The absurdity of seeing all of Roman history at once is, for
Freud, the tragedy of the human psyche.
We cannot exist with all layers visible, on an equal plane. Repression is necessary for survival; but
uncovering the layers, and the legacy of those layers, is necessary to thriving
as a healthy adult.
This powerful image
immediately brings another writee to mind, Jorge Luis Borges, whose most famous
character, Ireneo Funes, seems almost invented to play out that absurdity and
to question the excess of memory.
Borges’ Funes is man who is all memory. Funes was once a man who was “what every man
was – blind, deaf, befuddled, and virtually devoid of memory….he had lived, he
said, for nineteen year as thou in a dream:
he looked without seeing, heard without listening, forget everything, or
virtually everything (p. 134 to 135). After
a riding accident, he awoke from unconsciousness with his memory perfect. And more so:
he felt every memory with great intensity. The narrator tell us that for Funes, “the
most trivial of his memories was more detailed, more vivid than our own
perception of a physical pleasure or a physical torment (p. 137). Funes could
continually perceive the quiet advances of corruption, of tooth decay, of
weariness…..he saw – he noticed – the
progress of death, of humidity” (p. 137, 136). The capacity of his brain to
capture memories – all memories, every one, no matter how significant turns his
mind, and his very being, into a “a garbage heap.” And it made him seem old,
desperately old, at the age of 19: “He
looked to me as monumental as bronze – older than Egypt, older than the
prophecies and the pyramids.”
Borges ends the story: “Ireneo
Funes died in 1889 of pulmonary congestion.”

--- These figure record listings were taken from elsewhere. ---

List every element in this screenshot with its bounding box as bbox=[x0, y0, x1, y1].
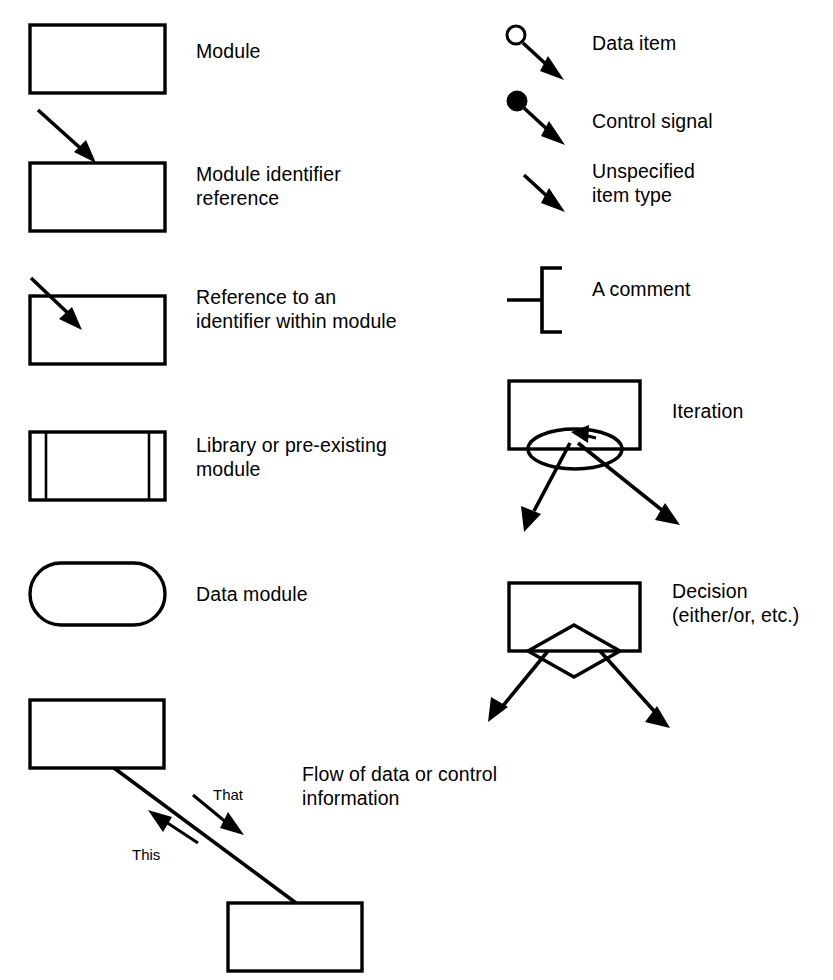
library-module-label-line2: module bbox=[196, 458, 261, 480]
legend-entry-unspecified-item: Unspecified item type bbox=[524, 160, 695, 212]
flow-this-arrow-head bbox=[148, 810, 172, 832]
module-identifier-box bbox=[30, 163, 165, 231]
flow-label-line2: information bbox=[302, 787, 400, 809]
decision-right-arrow-head bbox=[645, 706, 670, 728]
decision-box bbox=[509, 583, 640, 651]
reference-within-module-label-line2: identifier within module bbox=[196, 310, 397, 332]
comment-label: A comment bbox=[592, 278, 691, 300]
flow-upper-box bbox=[30, 700, 164, 768]
legend-entry-module-identifier-reference: Module identifier reference bbox=[30, 110, 341, 231]
legend-entry-module: Module bbox=[30, 25, 261, 93]
decision-right-arrow-shaft bbox=[600, 651, 655, 712]
decision-label-line1: Decision bbox=[672, 580, 748, 602]
legend-diagram: Module Module identifier reference Refer… bbox=[0, 0, 833, 980]
flow-label-line1: Flow of data or control bbox=[302, 763, 497, 785]
data-module-stadium bbox=[30, 563, 165, 625]
library-module-box bbox=[30, 432, 165, 500]
iteration-left-arrow-head bbox=[521, 506, 541, 532]
decision-label-line2: (either/or, etc.) bbox=[672, 604, 799, 626]
control-signal-label: Control signal bbox=[592, 110, 713, 132]
module-identifier-label-line1: Module identifier bbox=[196, 163, 341, 185]
flow-diagonal-link bbox=[114, 768, 296, 903]
iteration-left-arrow-shaft bbox=[534, 443, 570, 511]
flow-lower-box bbox=[228, 903, 362, 971]
legend-entry-library-module: Library or pre-existing module bbox=[30, 432, 387, 500]
unspecified-item-arrow-shaft bbox=[524, 175, 549, 198]
module-identifier-label-line2: reference bbox=[196, 187, 279, 209]
flow-that-label: That bbox=[213, 786, 244, 803]
legend-entry-iteration: Iteration bbox=[509, 381, 743, 532]
module-box bbox=[30, 25, 165, 93]
data-item-arrow-shaft bbox=[523, 43, 548, 66]
flow-that-arrow-head bbox=[220, 812, 244, 835]
data-item-open-circle bbox=[507, 26, 525, 44]
iteration-label: Iteration bbox=[672, 400, 743, 422]
legend-entry-reference-within-module: Reference to an identifier within module bbox=[30, 278, 397, 364]
legend-entry-flow: That This Flow of data or control inform… bbox=[30, 700, 497, 971]
legend-entry-comment: A comment bbox=[507, 268, 691, 332]
unspecified-item-label-line1: Unspecified bbox=[592, 160, 695, 182]
library-module-label-line1: Library or pre-existing bbox=[196, 434, 387, 456]
legend-entry-data-item: Data item bbox=[507, 26, 676, 80]
unspecified-item-label-line2: item type bbox=[592, 184, 672, 206]
comment-bracket-icon bbox=[542, 268, 562, 332]
iteration-box bbox=[509, 381, 640, 449]
reference-within-module-box bbox=[30, 296, 165, 364]
legend-entry-decision: Decision (either/or, etc.) bbox=[488, 580, 799, 728]
legend-entry-control-signal: Control signal bbox=[507, 91, 713, 145]
control-signal-arrow-shaft bbox=[524, 108, 549, 131]
flow-this-label: This bbox=[132, 846, 160, 863]
data-item-label: Data item bbox=[592, 32, 676, 54]
reference-within-module-label-line1: Reference to an bbox=[196, 286, 336, 308]
data-module-label: Data module bbox=[196, 583, 308, 605]
legend-entry-data-module: Data module bbox=[30, 563, 308, 625]
notation-legend-canvas: Module Module identifier reference Refer… bbox=[0, 0, 833, 980]
module-label: Module bbox=[196, 40, 261, 62]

The excess of memory transmuted into a congestion of the lungs. He breathed memory with every intake and
exhale. The memories were too much.
Borges’s story seems almost
to be commentary on Freud. For Funes is
in fact the man whose memory is completely unrepressed. It flows like a mighty stream; it drowns him. We long to remember so much; and need,
equally, to survive and grow, to forget.